The whole building will move if your consciousness has identified itself with it, part by part, little by little, bit by bit, in every little detail, and you become the whole building itself. This is the secret behind the nyasa technique of worship in the ritual of daily performance in temples, or even in one's own altar at home. Such a process has to be adopted in our meditation on the object, whatever be that object which we have chosen for the purpose.

There is an interesting aphorism of sage Patanjali in his Yoga Sutras which refers to this kind of process: The identification of yourself with the object of meditation is somewhat like the identity seen when a coloured object is brought near a clear crystal, so that the colour has entered the crystal; the crystal becomes red if a red flower is brought near it. The objective and subjective sides enter into each other and the one is indistinguishable from the other.

The crystal may be compared to the meditating consciousness. The object of meditation may be regarded as something similar to that which is brought near the crystal. In the process of the entry of the structure of the object into the structure of the crystal, and the very substantiality of the crystal itself, the two get identified into a single mass of being, so that one will see that the object itself has become the crystal or the crystal has become the object.

The object 'flows' into the subject; the subject 'flows' into the object. Or to cite another illustration, imagine that there are two tanks filled with water up to the brim and they are on equal level (not one high and one below). There is a passage between one tank and the other tank so that water flows slowly through that passage from one tank to the other tank, and from the other tank to this tank. One will not know the water of which tank is flowing to which tank. There is a mutual commingling of the waters of two tanks. The water in between, in that passage, may be considered as the water of this tank or that tank.
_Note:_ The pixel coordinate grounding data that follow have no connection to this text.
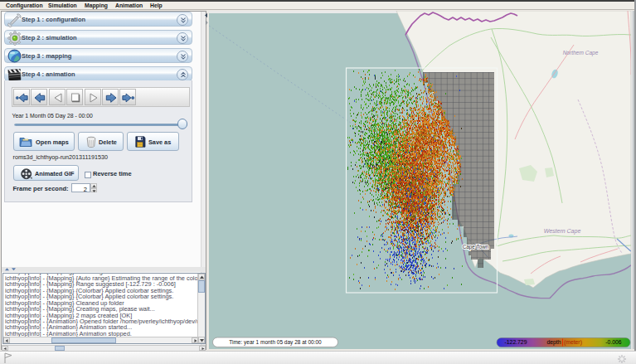 The width and height of the screenshot is (636, 364). I want to click on svg-text: depth, so click(554, 342).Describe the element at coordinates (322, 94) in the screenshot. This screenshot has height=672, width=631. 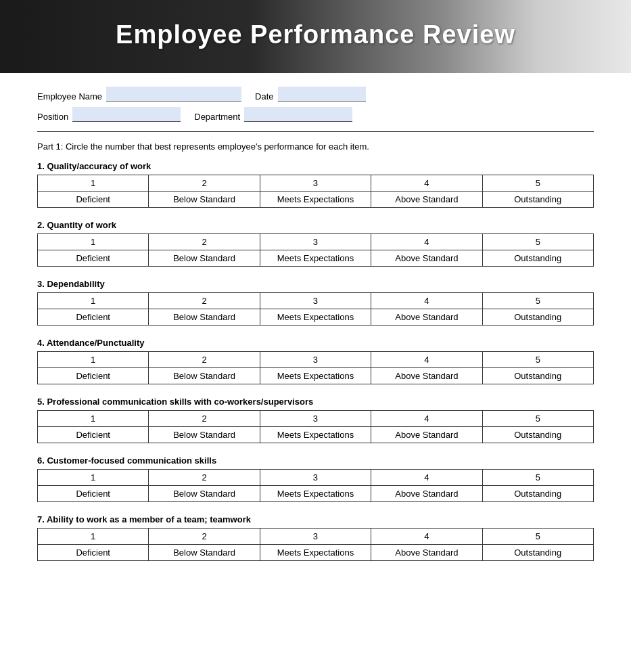
I see `date-input` at that location.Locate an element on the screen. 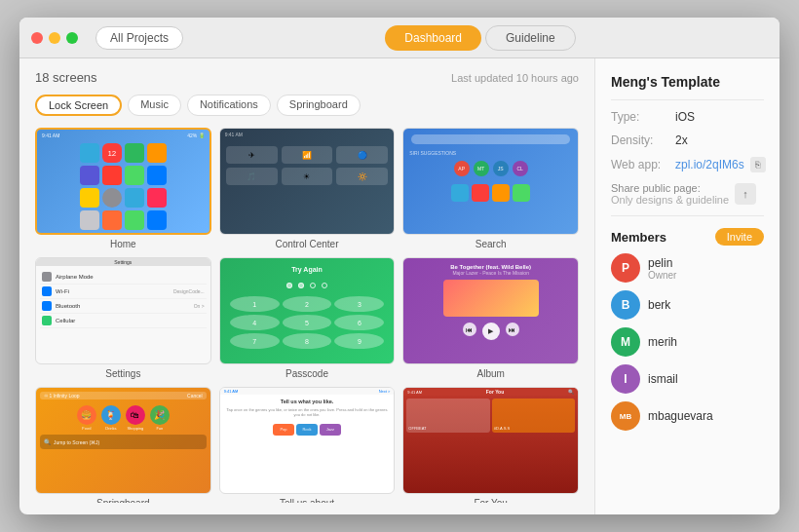 This screenshot has width=799, height=532. member-name-ismail: ismail is located at coordinates (663, 379).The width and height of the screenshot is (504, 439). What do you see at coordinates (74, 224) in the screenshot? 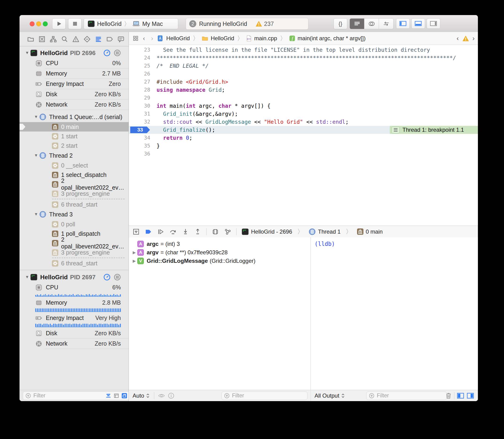
I see `stack-frame-row: 0 poll` at bounding box center [74, 224].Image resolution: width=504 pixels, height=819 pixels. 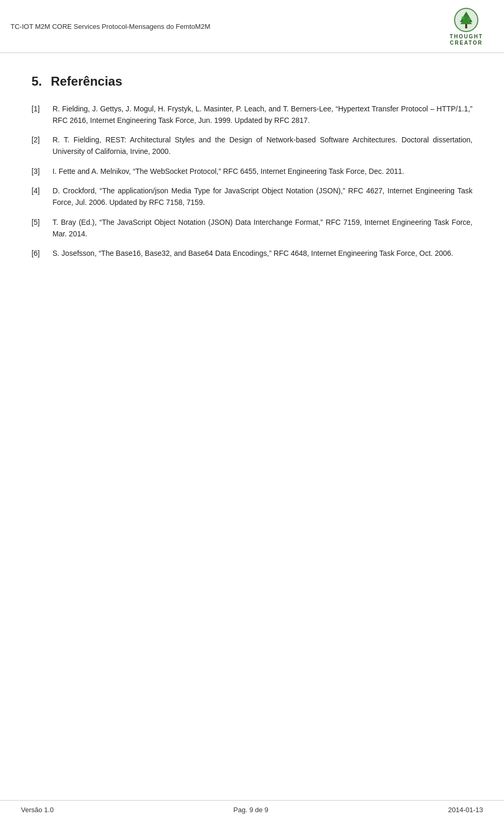 I want to click on document-title: TC-IOT M2M CORE Services Protocol-Mensag…, so click(x=110, y=26).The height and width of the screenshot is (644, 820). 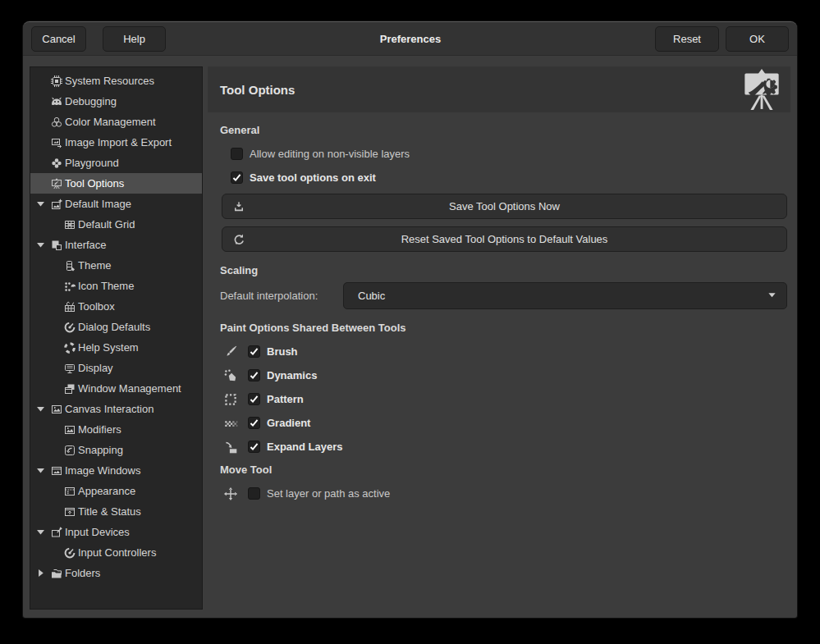 What do you see at coordinates (504, 494) in the screenshot?
I see `move-tool-row: Set layer or path as active` at bounding box center [504, 494].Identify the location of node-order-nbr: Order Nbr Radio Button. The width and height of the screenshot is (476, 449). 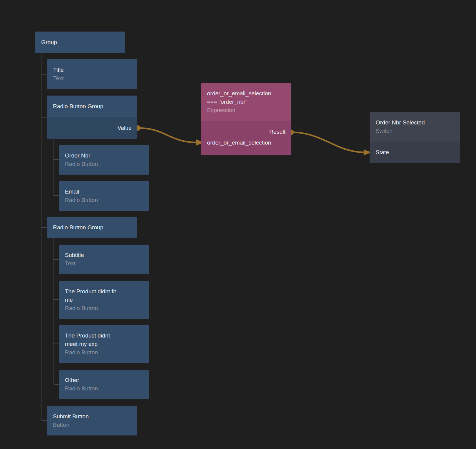
(104, 160).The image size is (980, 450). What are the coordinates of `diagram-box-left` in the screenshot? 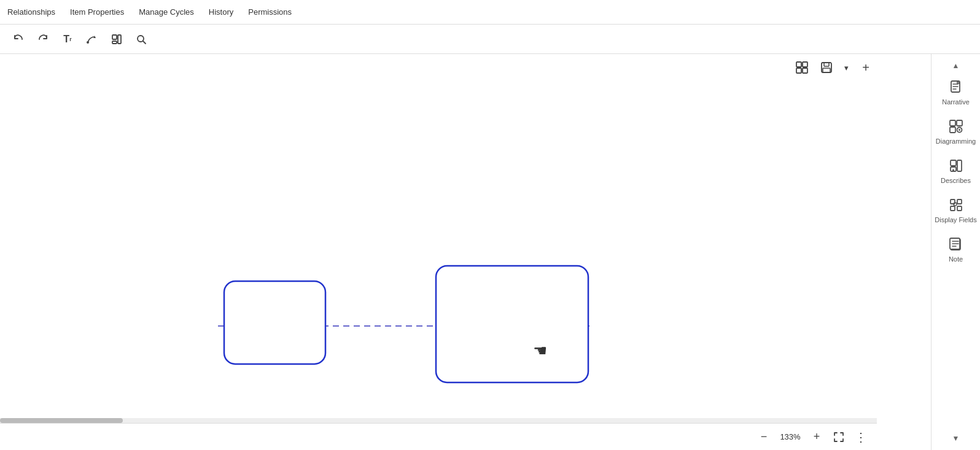 It's located at (275, 323).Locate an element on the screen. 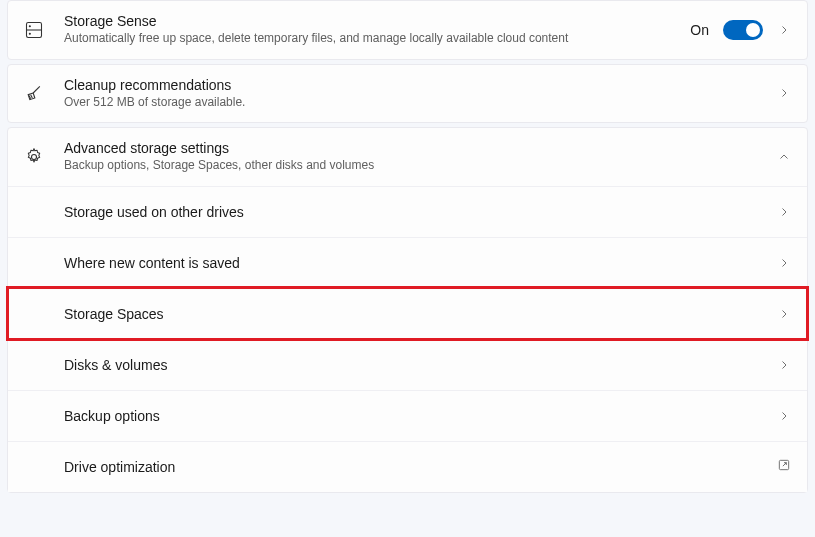 This screenshot has width=815, height=537. advanced-item-label: Drive optimization is located at coordinates (420, 467).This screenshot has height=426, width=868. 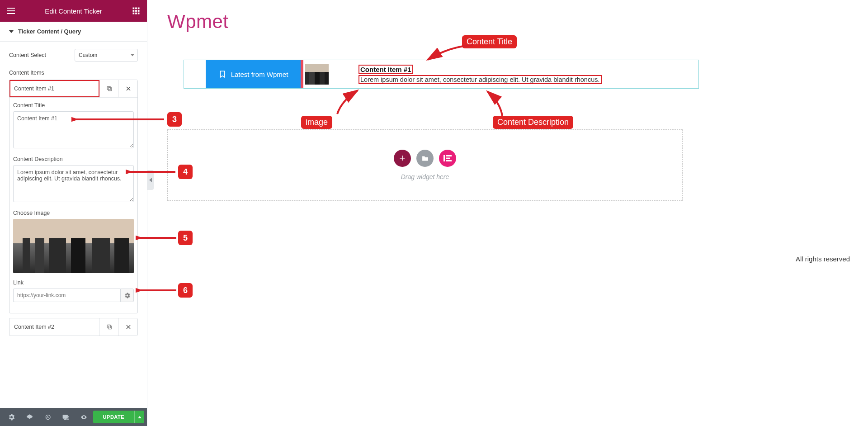 What do you see at coordinates (73, 11) in the screenshot?
I see `panel-header: Edit Content Ticker` at bounding box center [73, 11].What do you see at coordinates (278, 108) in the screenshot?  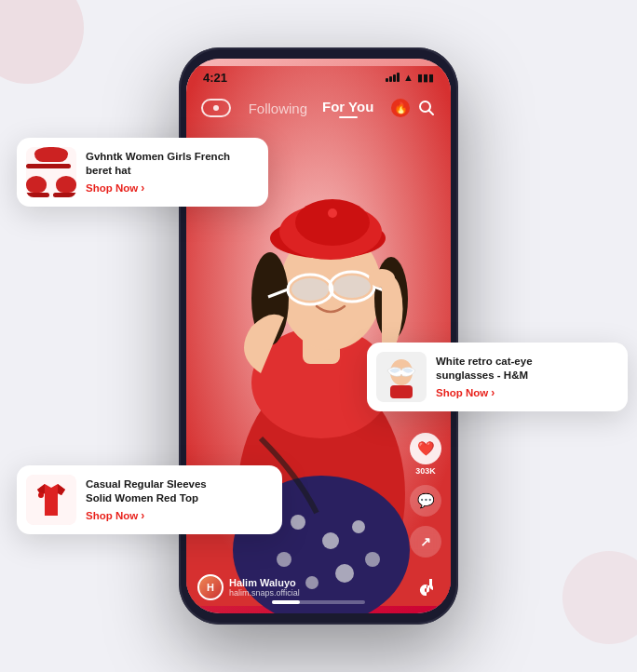 I see `tab-following: Following` at bounding box center [278, 108]. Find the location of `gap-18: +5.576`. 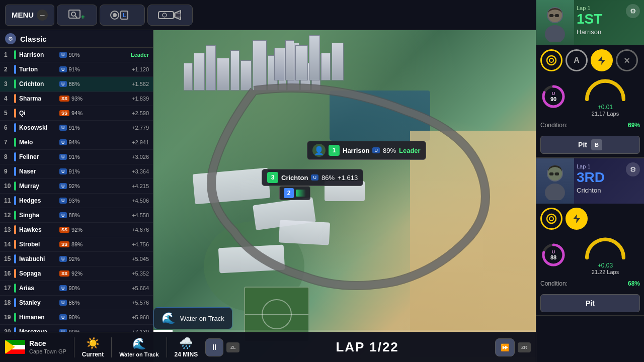

gap-18: +5.576 is located at coordinates (119, 303). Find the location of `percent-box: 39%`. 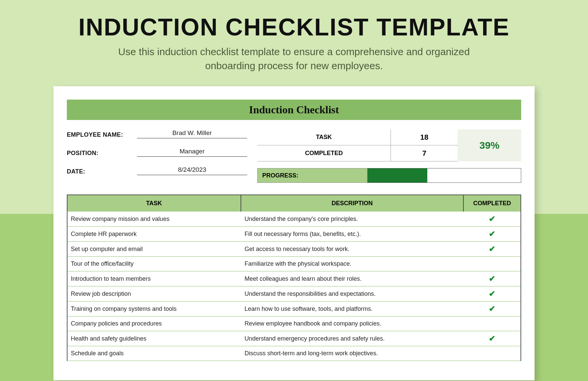

percent-box: 39% is located at coordinates (489, 145).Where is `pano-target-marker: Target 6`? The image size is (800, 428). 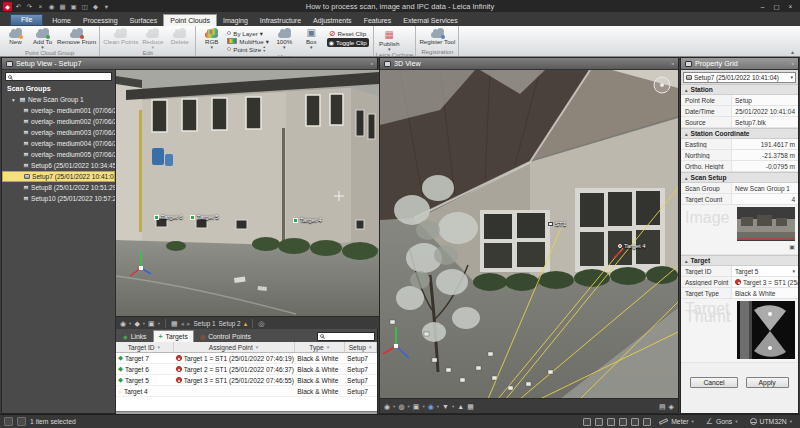 pano-target-marker: Target 6 is located at coordinates (168, 217).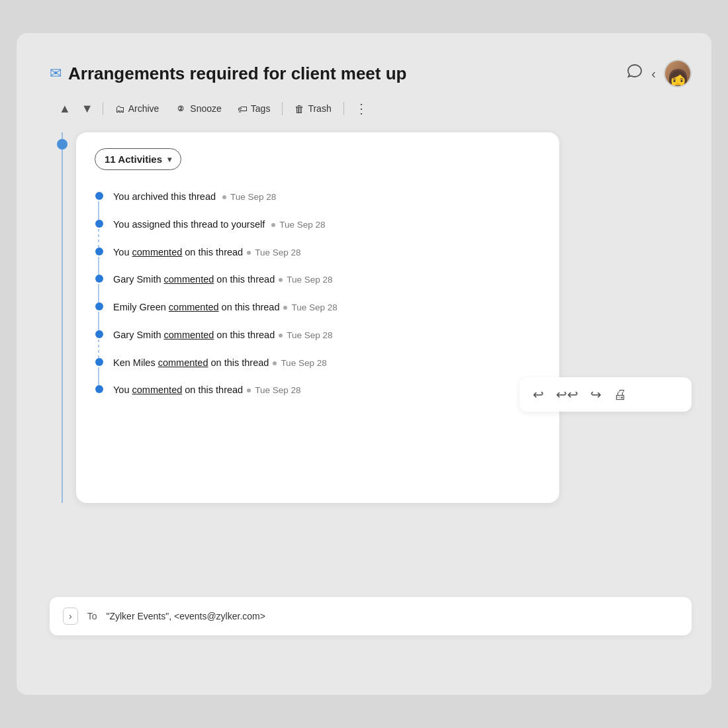 The width and height of the screenshot is (728, 728). I want to click on activity-item: Emily Green commented on this threadTue …, so click(318, 308).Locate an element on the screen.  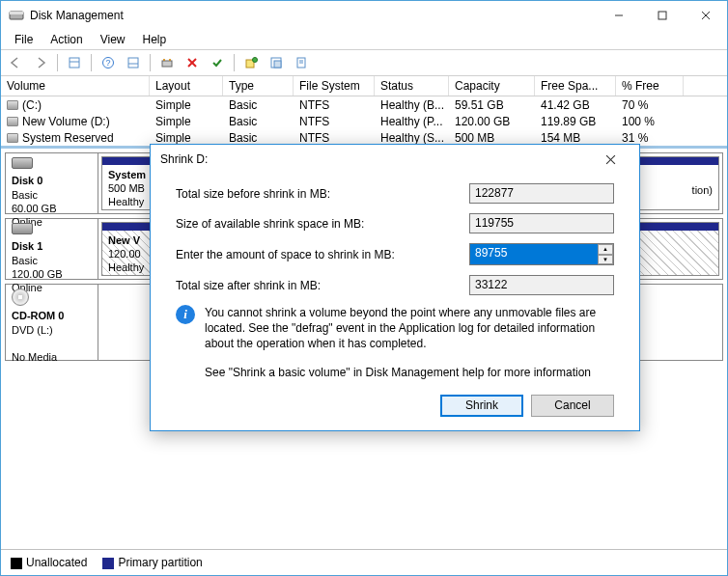
volume-grid-body: (C:) Simple Basic NTFS Healthy (B... 59.… is located at coordinates (364, 122).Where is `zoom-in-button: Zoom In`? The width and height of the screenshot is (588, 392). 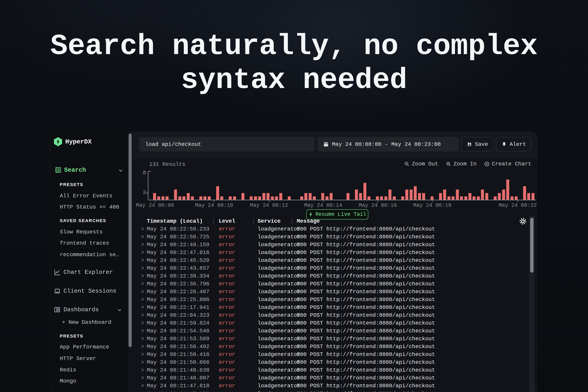 zoom-in-button: Zoom In is located at coordinates (461, 164).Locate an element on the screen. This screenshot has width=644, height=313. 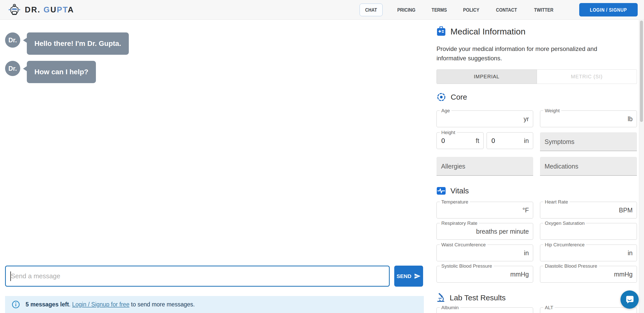
units-toggle-metric: METRIC (SI) is located at coordinates (587, 77). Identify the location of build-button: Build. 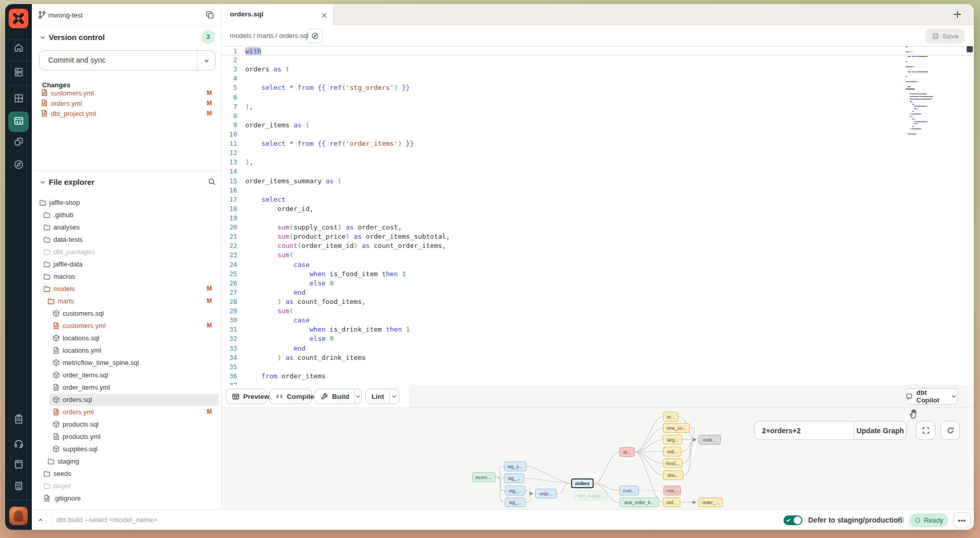
(338, 396). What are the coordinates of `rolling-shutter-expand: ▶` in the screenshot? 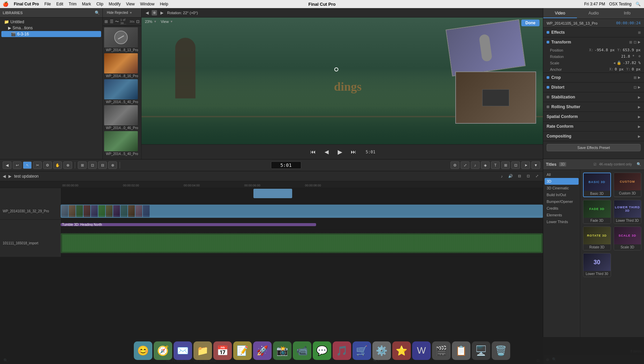 It's located at (639, 107).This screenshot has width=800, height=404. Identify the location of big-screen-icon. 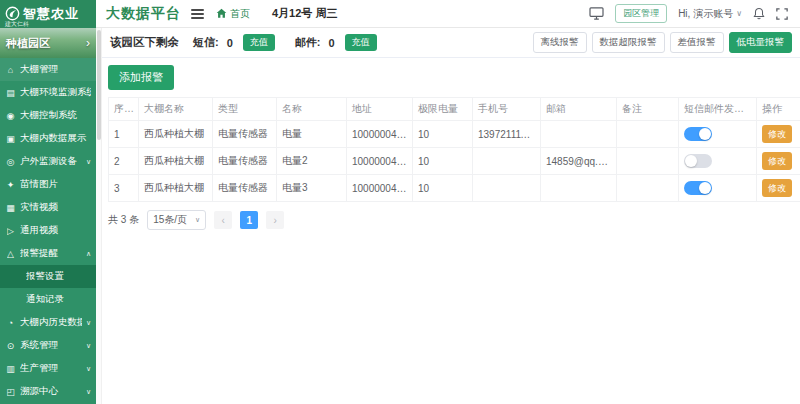
(596, 14).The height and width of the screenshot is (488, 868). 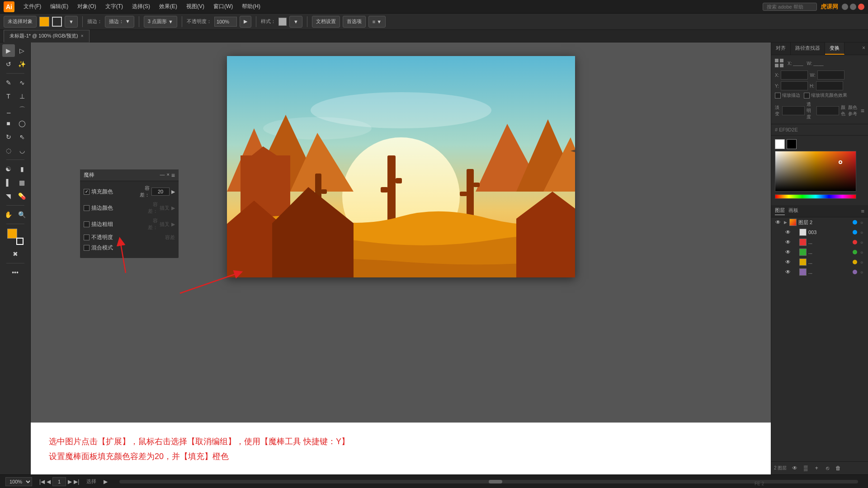 What do you see at coordinates (489, 482) in the screenshot?
I see `horizontal-scrollbar` at bounding box center [489, 482].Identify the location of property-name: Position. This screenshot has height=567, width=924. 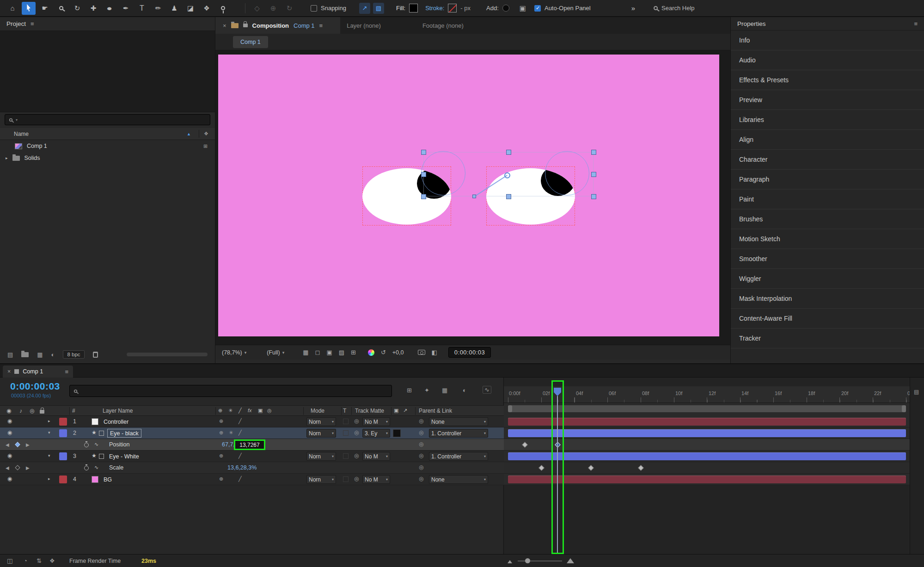
(119, 445).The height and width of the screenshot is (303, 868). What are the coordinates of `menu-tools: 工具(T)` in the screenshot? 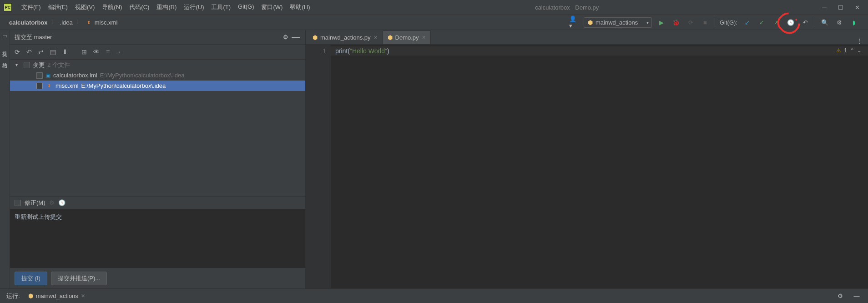 It's located at (221, 7).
In this consciousness of the identification through the placement of nyasa mentioned, the object becomes united with the consciousness of the meditator in such a way that, at that time, in that experience, one will not know whether the object is within oneself or oneself is within the object. Who is in whom? Is the object meditating upon you, or are you meditating upon the object? If the great God is in front of you, is He contemplating you when He gazes at you, or are you contemplating on Him? Either way the answer is correct.